Most people know what to expect when they enter their local church on any given Sunday. Baptist, Methodist, Presbyterian—it doesn’t matter. Even those churches who pride themselves on being “different” most often have a certain way of doing things, from dress to worship style to music. And that’s fine—until people begin to see those things as an essential part of their experience with God. At that point the system becomes a fundamentally flawed strategy.
Around the world we teach missionaries to take the gospel into specific cultures. We teach them to take plenty of time before entering a culture so they can rightly understand the language, culture, and mind-set of the people there. By doing so, they can see how the church needs to look in that particular soil. That’s called contextualization. And in contextualizing, we follow the example of great cultural innovators of the past like Hudson Taylor, William Carey, Amy Carmichael, and Lottie Moon—the favorite of my particular denomination.
Lottie Moon understood what true contextualization meant, and it cost her life. She dressed in Chinese clothes, lived in Chinese culture, and ate Chinese food (at least until she eventually starved to death by giving it all away). My denomination memorializes her work through a missions offering each year around Christmas. But it is a huge irony that one of the greatest missionary examples in history, whose work is celebrated each year, no longer seems to be our model.
Instead we seem to find something that works in one place and try to make it work the exact same way in an entirely different context.

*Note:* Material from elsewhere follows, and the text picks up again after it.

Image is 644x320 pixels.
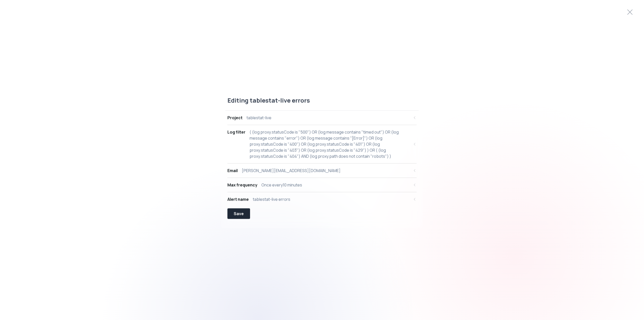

Contextualization is not just a concept applicable to work in other countries; it is applicable in every single place that has a context. And that would be everywhere.
Simply put, we will not reach communities this year, let alone in the next decade, if we continue to try to do so with church methods that worked in the communities of the 1950s. It’s hard for some people to hear that, and while I don’t want to be critical or harsh, I will confess I am desperate. Desperation forces us to speak the truth in love. As missionaries wherever we live, we must daily be involved in the contextualized communication of the gospel. That’s what missionaries and missional Christians would do.
Missionaries teach us to look similar and live differently. That’s what good missionaries do. Unfortunately, we don’t tend to do that in our culture today. Instead we look different but live the same.
We may dress in a tie or skirt on Sunday mornings, but on Monday morning we’re still driven by the world’s definition of success. We may listen to Christian music, but we use words in conversations that tear others down. We may not go to bars, but we’re guilty of gluttony. We may avoid movies like but we struggle with Internet pornography at the same rate as non-Christians. We may go to Christian schools, but we ignore the hurting world around us. We have failed to “shine like stars” amongst a “crooked and perverted generation,” as we’re urged to do in Philippians 2:15. Once again, Paul, the greatest contextualizer of them all gives us advice on how to do it.
Good-bye, Preference
Church isn’t supposed to be like TiVo. That is, it’s not a place where you can choose to keep only what lines up with your viewing pleasure and delete the rest—while you cozy up to watch surrounded by friends who laugh at the same things you laugh at and get caught up in the same dramas that you get caught up in. Church isn’t supposed to be like that, but most of us have been catered to in so many other areas of life that we’ve become little more than church consumers. So if someone threatens our preferences, we’ll just shop around until we find another.
The apostle said that he would give up all personal preferences because of the mission to share the gospel. Let’s not forget that Paul was a Jew by birth; Judaism was his heart culture. It was the culture of his mother and father, the one he had grown up in and felt most comfortable around. Yet for the sake of the gospel, he was willing to become all things to all people. In fact, he even went so far as to say,
“For I could wish that I myself were cursed and cut off from the Messiah for the benefit of my brothers, my countrymen by physical descent” (Romans 9:3-4).
Paul’s passion was so great that he was willing to sacrifice his very salvation so the Hebrews might be saved. What about us?
Most of us aren’t willing to sing different songs.
Most of us aren’t willing to trade seats.
Most of us aren’t willing to adapt our methodologies.
Most of us love preferences more than the gospel.
Do we love our preferences more than the people who are dying to connect with a God who loves them?
…
There are plenty of people who will tell you not to be culturally relevant. They’ll even tell you it’s wrong to be culturally relevant. Please don’t listen to them. It simply doesn’t make sense to be angry at culture. Preaching against someone’s culture is like preaching against someone’s house—it’s just where someone lives. There are good things as well as bad things in it, but we have to live in the culture in order to transform it. We must be missionaries in our own contexts.
The “how” of ministry is in some ways determined by the “who,” “where,” and “when” of culture. The gospel has not become irrelevant in today’s culture. The gospel, the Scriptures, and the cross are relevant in this in every culture. Our churches are what have become irrelevant.
Too many churches have chosen their traditions over their children. They’ve chosen their present comfort over their future. We live in a world full of people in need of hope. We can ignore them, or we can meet them where they are. I think meeting people where they are is the better way to go. And that means going—as sent people—into real relationships with real people in the real world.
This article is excerpted from Sent: Living the Missional Nature of the Church.